The Art of Not Eating

By MARK ZANGER

The Jewish community is so defined by eating—what our grandmothers fed us, what we eat, what we don’t eat, what we don’t mix, the Passover feast, sharing the Purim baked goods, apples and honey for New Year—that it takes a minute to realize that when we think about High Holiday food, the most interesting and universal Jewish food practice of all is… a 24-hour fast.

Jews who never go to a synagogue all year attend at Yom Kippur and join in part or all of the fast. Fasting on Yom Kippur is in fact the rare commandment in the Torah that carries an immediate consequence. “For whatsoever soul that does not fast in that same day, he shall be cut off from among his peoples.” This Torah is in our hearts; people who’ve never read it and don’t believe continue to fast out of the internal sense that this is a day to be together with our own people. Not fasting would make us feel cut off. This warning is not attached to the even more stringent fast of Tisha B'Av, nor to the five minor, 12-hour fasts.

Everyone has a New Year with sweets. Jews of course have four New Years, two with sweets: Rosh Hashanah, and Tu B'shevat (the new year of trees, celebrated by eating carob pods). Many other religions have fasts. Mohandas Gandhi developed quasi-religious fasting into a political tactic. But his intention was to shame other people into finding their better selves by afflicting himself. We “afflict our souls” to make atonement for ourselves and for the community at large. And we are sort of proud of fasting.

Let us hope we are not so proud as Kafka’s Hunger Artist, who had no other art and thus continued to fast without recognition even when the public had moved on to other spectacles. (Given the current fashion to read the greatest secular Jewish writer as though he were making Torah commentary instead of modern literature, it would be tempting to suggest that Kafka’s Hunger Artist represents religious Jewery, that the jaded audience is divine, and that the revelations of the story suggest that the hunger artist was never in fact religiously committed. This kind of reductionism should be resisted like a pop-tart before shul on Yom Kippur. The story does, however, pluck at pride and regret very much in the manner of penitent on that day.)

We are Jews after all, so there are specific foods customarily eaten before and after fasting. And the Torah broadly implies that we should feast the day before fasting, “in the ninth day of the month at evening, from evening to evening, shall you celebrate your Sabbath.” This is sort of an odd mitzvah, and there are various explanations. One is that we feast in anticipation of successful atonement. Another is that we should feast to make the fast seem worse. So here begins a debate: since eating a big meal before fasting makes you hungrier the next morning, do we feast in order to make the fast more afflicting; or do we put that feast meal earlier in the day and dine on foods which will make fasting more easy?

I haven’t studied what the rabbis say about this, but the decision of K’lal Isroel, the people’s voice, is reasonably clear: Most of us feast early if at all, typically on the same sweet foods we had for New Year. Then we make a bland pre-fast meal designed to minimize the difficulty of the fast. We wish each other, “an easy fast.” This does not necessarily reduce the pressure on our souls. I would argue, with Philo of Alexandria, that an easy fast—for the body—simply detaches us a little more from the material world so that we can concentrate on our soul work.

The methods are generally well known, but let’s go over them one more time: taper off on caffeinated drinks for a week or more so you don’t get a caffeine-withdrawal headache in the afternoon. Hydrate well with chicken soup and water. Avoid salt and sugar, which are hydrophilic and make you thirsty. Include plenty of simple starches such as rice, plain bread, or boiled potatoes, because starch binds to water. (This is one of the most useful devices, in my experience). Protein tends to be un-spiced, such as boiled chicken (generating that soup mentioned above.) There is a medieval custom not to eat fish, because it was thought to warm the body. Likewise spices. Some do not eat sesame seeds or other seeds, which might come back up or get stuck in the teeth, and undo the later fast. Dessert, if any, would be simple fruit.

Some observant people then set a clean white tablecloth, as for Shabbat, but put siddurim and other holy books in the place of challah breads, and cover them with cloth.

Psychologically, the fast is eased if you go to services—individual pain is pain; shared pain is a bonding experience. The mid-afternoon nap, though controversial, also reduces hunger. Some authorities suggest smelling spices like cloves or cinnamon, as at Havdallah, during the afternoon to relieve hunger pangs.

Now we reach the end of the day, and breaking the fast. We start with Kiddush, and then snack on salty foods and drink lots of water or juice. Tea or coffee will be important for those who forgot to taper caffeine. One doesn’t want to eat too much, and one doesn’t feel like eating too much, or anything too rich. In the United States, Ashkenazim have settled on a dairy feast of bagels and lox, our celebratory foods, our most universally ethnic foods—uniting the bagels of Poland with the salmon of the Baltic ports and the cream cheese of Germany.  Sephardic Jews eat foods of their origins, most interestingly harrira, the thick meat soup/stew used to break the daily fasts of Ramadan in the Muslim countries of North Africa.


## [INSTRUCTIONS TO FOLLOW]
Go through the entries below and give the number of lines that have the string "type", and only that.

## [GIVEN DATA]
┌──

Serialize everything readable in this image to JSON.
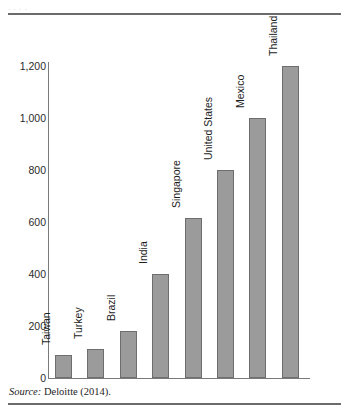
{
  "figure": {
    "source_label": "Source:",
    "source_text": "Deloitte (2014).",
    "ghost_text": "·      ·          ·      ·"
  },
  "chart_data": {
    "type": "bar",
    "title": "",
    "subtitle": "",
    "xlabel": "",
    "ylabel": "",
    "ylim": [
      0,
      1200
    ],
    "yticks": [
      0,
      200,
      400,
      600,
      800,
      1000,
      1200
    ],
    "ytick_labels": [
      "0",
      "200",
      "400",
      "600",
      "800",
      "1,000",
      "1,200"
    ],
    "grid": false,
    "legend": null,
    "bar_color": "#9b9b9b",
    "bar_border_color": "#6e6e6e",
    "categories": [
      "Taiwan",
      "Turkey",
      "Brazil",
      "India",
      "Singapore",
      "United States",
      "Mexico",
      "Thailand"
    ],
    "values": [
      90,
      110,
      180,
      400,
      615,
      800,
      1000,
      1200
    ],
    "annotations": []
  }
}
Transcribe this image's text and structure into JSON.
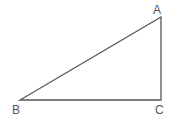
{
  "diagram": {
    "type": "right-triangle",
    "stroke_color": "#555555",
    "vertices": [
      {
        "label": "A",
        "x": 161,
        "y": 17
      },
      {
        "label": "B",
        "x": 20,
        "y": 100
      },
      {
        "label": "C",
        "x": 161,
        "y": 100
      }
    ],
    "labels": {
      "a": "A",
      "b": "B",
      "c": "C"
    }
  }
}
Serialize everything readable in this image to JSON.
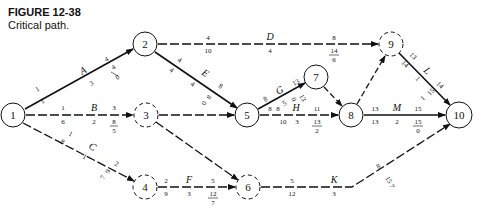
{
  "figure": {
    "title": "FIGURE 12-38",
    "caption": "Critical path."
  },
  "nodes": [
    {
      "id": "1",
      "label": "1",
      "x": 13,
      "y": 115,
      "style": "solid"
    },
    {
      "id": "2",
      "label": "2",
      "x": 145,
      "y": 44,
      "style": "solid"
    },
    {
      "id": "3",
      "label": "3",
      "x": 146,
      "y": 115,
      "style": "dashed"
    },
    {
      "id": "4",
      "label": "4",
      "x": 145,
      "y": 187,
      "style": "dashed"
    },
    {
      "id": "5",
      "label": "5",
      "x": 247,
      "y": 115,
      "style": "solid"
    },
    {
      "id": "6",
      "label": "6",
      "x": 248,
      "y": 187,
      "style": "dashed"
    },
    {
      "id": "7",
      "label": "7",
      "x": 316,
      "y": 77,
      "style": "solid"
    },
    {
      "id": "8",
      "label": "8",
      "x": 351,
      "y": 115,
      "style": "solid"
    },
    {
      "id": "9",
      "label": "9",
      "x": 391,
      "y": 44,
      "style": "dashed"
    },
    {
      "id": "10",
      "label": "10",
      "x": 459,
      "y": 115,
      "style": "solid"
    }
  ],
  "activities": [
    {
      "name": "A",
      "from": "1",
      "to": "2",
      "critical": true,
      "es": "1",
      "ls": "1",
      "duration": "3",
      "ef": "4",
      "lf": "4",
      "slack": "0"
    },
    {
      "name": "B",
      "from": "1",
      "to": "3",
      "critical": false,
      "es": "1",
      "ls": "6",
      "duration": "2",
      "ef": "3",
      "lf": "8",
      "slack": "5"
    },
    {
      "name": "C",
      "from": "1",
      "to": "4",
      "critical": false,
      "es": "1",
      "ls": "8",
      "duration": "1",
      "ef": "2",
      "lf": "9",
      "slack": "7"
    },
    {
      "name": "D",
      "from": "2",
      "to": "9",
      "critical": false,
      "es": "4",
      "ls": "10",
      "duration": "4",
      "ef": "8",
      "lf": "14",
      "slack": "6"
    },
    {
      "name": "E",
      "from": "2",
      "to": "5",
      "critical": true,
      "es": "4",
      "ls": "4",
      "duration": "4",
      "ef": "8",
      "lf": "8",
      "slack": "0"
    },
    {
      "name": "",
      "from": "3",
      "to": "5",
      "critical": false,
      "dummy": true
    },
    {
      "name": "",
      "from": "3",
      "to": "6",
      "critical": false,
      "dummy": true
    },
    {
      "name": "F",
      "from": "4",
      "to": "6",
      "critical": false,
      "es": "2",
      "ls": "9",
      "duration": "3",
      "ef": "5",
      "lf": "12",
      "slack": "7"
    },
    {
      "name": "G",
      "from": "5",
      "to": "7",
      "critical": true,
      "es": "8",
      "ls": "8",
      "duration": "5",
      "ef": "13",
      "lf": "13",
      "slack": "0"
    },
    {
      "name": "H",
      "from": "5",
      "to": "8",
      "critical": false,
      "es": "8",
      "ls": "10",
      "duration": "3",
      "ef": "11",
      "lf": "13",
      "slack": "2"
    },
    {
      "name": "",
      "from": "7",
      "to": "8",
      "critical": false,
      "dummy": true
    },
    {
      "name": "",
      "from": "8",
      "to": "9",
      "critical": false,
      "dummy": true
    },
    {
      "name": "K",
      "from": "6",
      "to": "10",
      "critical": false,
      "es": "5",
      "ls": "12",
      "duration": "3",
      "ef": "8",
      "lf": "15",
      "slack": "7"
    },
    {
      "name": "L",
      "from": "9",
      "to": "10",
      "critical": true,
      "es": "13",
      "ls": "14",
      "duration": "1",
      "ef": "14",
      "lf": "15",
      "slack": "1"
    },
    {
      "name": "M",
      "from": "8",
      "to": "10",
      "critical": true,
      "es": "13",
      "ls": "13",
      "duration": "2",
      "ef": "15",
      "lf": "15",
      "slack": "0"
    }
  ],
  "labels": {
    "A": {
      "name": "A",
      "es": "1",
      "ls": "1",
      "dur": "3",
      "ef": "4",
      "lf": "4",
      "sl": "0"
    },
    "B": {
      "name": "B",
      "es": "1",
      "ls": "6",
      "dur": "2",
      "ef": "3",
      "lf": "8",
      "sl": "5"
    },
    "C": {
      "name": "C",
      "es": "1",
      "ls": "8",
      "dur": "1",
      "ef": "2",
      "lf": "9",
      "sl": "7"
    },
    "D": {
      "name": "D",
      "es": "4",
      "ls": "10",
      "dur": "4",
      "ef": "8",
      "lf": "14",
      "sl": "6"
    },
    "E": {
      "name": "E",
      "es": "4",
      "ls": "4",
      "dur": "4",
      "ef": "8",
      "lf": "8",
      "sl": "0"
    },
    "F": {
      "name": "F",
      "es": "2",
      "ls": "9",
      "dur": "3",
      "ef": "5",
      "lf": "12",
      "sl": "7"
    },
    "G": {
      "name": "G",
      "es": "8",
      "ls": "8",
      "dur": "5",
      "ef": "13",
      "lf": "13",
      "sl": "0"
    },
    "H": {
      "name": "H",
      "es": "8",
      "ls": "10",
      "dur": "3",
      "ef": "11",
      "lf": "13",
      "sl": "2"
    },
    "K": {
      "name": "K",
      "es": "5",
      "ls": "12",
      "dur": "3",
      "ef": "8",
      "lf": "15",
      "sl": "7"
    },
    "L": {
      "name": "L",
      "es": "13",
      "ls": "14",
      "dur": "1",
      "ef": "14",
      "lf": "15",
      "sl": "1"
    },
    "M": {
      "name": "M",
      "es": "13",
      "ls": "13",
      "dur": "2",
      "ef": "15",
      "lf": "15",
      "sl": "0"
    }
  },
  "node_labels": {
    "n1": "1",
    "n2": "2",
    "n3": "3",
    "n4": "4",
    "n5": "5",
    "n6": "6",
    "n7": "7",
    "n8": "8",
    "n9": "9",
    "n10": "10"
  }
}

└──
┌──

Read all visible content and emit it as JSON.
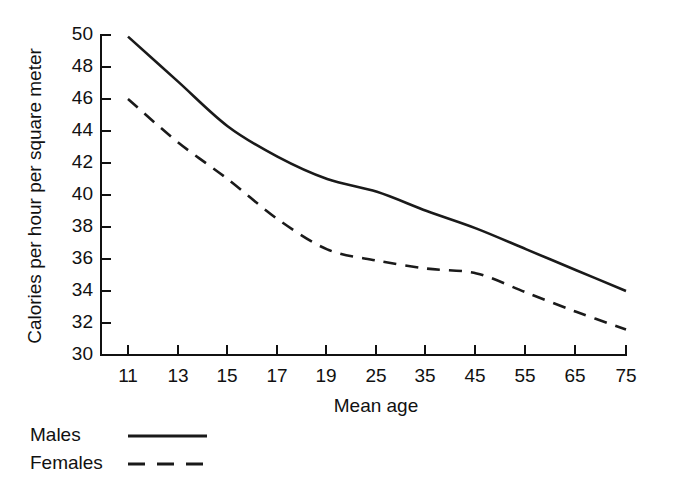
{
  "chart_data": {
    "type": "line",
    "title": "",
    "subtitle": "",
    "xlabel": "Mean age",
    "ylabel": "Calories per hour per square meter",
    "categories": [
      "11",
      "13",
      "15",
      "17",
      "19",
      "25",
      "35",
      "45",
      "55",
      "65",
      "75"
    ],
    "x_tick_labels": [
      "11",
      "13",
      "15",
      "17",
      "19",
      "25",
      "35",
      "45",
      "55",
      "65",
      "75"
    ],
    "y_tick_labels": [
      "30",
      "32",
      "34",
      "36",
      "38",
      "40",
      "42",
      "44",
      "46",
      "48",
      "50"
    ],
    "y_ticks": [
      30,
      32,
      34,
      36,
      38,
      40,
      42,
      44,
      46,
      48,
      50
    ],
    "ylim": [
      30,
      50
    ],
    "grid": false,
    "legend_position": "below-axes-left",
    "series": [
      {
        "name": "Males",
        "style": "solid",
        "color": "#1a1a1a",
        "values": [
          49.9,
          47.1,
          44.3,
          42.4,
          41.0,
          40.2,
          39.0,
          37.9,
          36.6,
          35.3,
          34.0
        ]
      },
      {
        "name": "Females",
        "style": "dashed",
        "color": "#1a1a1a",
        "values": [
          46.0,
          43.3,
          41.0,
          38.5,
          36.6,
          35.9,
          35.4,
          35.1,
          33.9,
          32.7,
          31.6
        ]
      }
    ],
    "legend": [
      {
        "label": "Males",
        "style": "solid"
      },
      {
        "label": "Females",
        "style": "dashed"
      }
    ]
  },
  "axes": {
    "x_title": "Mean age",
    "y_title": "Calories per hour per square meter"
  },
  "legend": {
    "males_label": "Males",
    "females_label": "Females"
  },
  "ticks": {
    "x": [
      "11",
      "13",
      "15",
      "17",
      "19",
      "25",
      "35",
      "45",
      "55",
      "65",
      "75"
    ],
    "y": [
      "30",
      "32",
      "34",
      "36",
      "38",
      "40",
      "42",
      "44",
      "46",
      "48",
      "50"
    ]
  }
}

└──

## [TASK RESULT]
3